Tommy Dean

Don’t call it freak

By Rev. Adam McKinney on July 9, 2009

In the swelter of Independence Day, I’m collected by a rusted pickup driven by Tommy Dean’s father. From there, I’m taken to Dean’s trailer, the sound of firecrackers like white noise in the distance. I’m taken aback by how perfect these modest accommodations fit Dean’s aesthetic: in his world of folksy picking and strumming, life is made of trains and carnivals and dusty roads. His mother offers me a glass of fresh-pressed apple juice. I’m about ready to bust.



“Baby Gramps gave me this,” says Dean, referring to the trailer we sit and smoke in. As I meet with him, he’s just returning from a tour with said throat-singing folk veteran.

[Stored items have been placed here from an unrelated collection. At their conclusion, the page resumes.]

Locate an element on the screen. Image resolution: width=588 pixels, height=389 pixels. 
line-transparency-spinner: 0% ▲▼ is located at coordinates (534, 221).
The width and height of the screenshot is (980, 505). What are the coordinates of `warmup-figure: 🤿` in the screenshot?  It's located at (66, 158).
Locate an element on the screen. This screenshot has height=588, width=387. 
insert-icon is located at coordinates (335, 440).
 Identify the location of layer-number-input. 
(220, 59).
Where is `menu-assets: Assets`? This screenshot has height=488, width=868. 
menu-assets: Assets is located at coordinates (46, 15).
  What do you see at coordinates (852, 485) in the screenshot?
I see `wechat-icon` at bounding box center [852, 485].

Despite how naturally Dean fills the role of the busking troubadour, he’s only been playing and listening to folk in earnest for three years. Before that, he was a punk rocker. As surprising as this initially seems, he and I reflect on the similarities of punk and folk, then we agree that his next move should be hip-hop. “Historians and honorary scholars and noble thinkers have traced back hip-hop to talking blues,” says Dean. “It’s just rhyme [set] to a good melody.” 



These genres emphasize storytelling and performance, something Dean values as well.

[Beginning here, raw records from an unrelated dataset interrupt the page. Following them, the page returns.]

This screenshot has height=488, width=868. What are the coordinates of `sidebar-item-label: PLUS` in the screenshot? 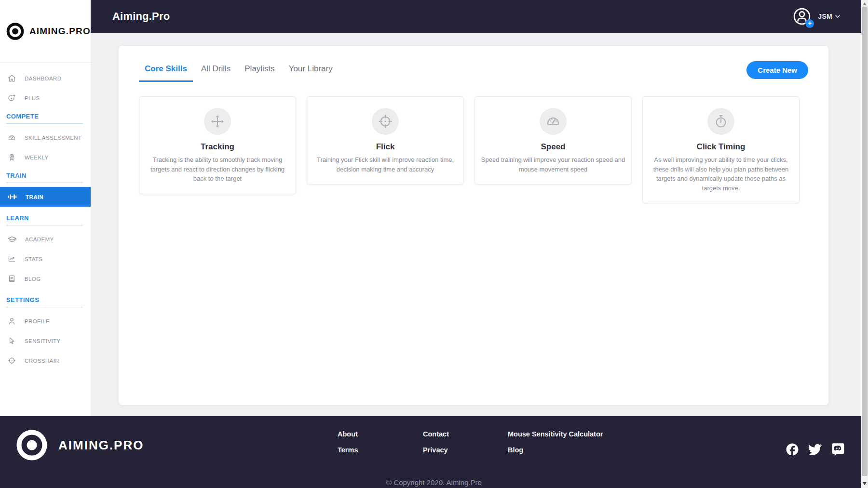 It's located at (32, 98).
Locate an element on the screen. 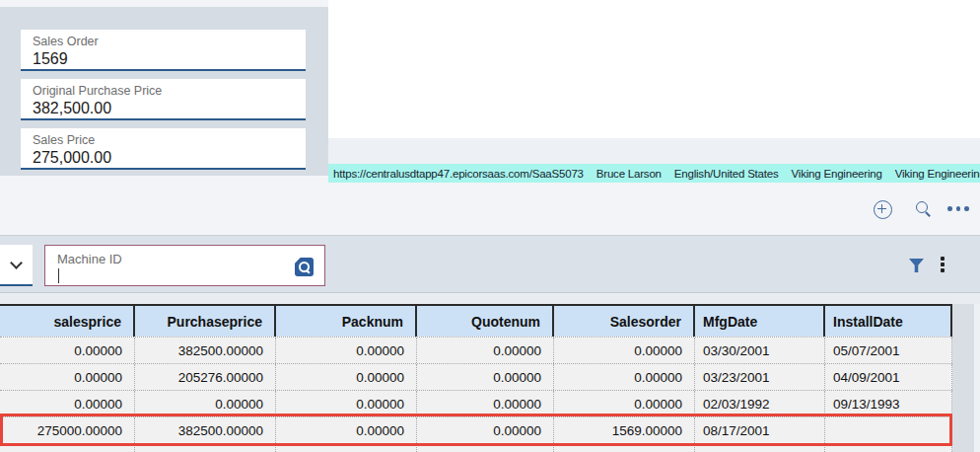 The height and width of the screenshot is (452, 980). cell: 03/23/2001 is located at coordinates (760, 377).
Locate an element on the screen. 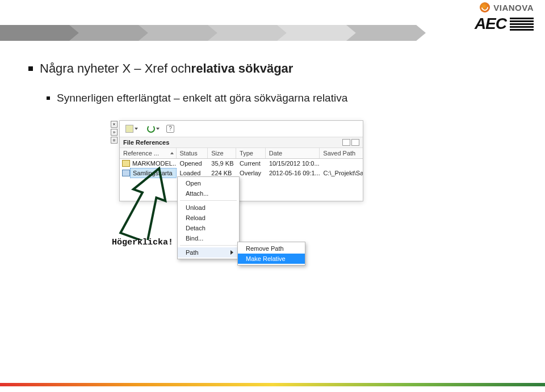 Image resolution: width=545 pixels, height=392 pixels. menu-path-label: Path is located at coordinates (192, 252).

Many will know Dean from the Victory Music Open Mic at the Antique Sandwich Company. Though he’s only 20, he’s earned the respect of the long-time folkies that frequent the popular Tuesday open mic. His style is paradoxically unique in the way it upholds the classic themes of the genre. Onstage, he performs the same as he does on the street with his guitar case open, awaiting the money of passersby. It’s the kind of conversational and wordily sung folk that more or less died in the late sixties.



See Tommy Dean bring his tales of lazy dogs and rail-riding tramps to The Den Tuesday, July 14 when he plays with Drakkar Sauna and Todd Davies.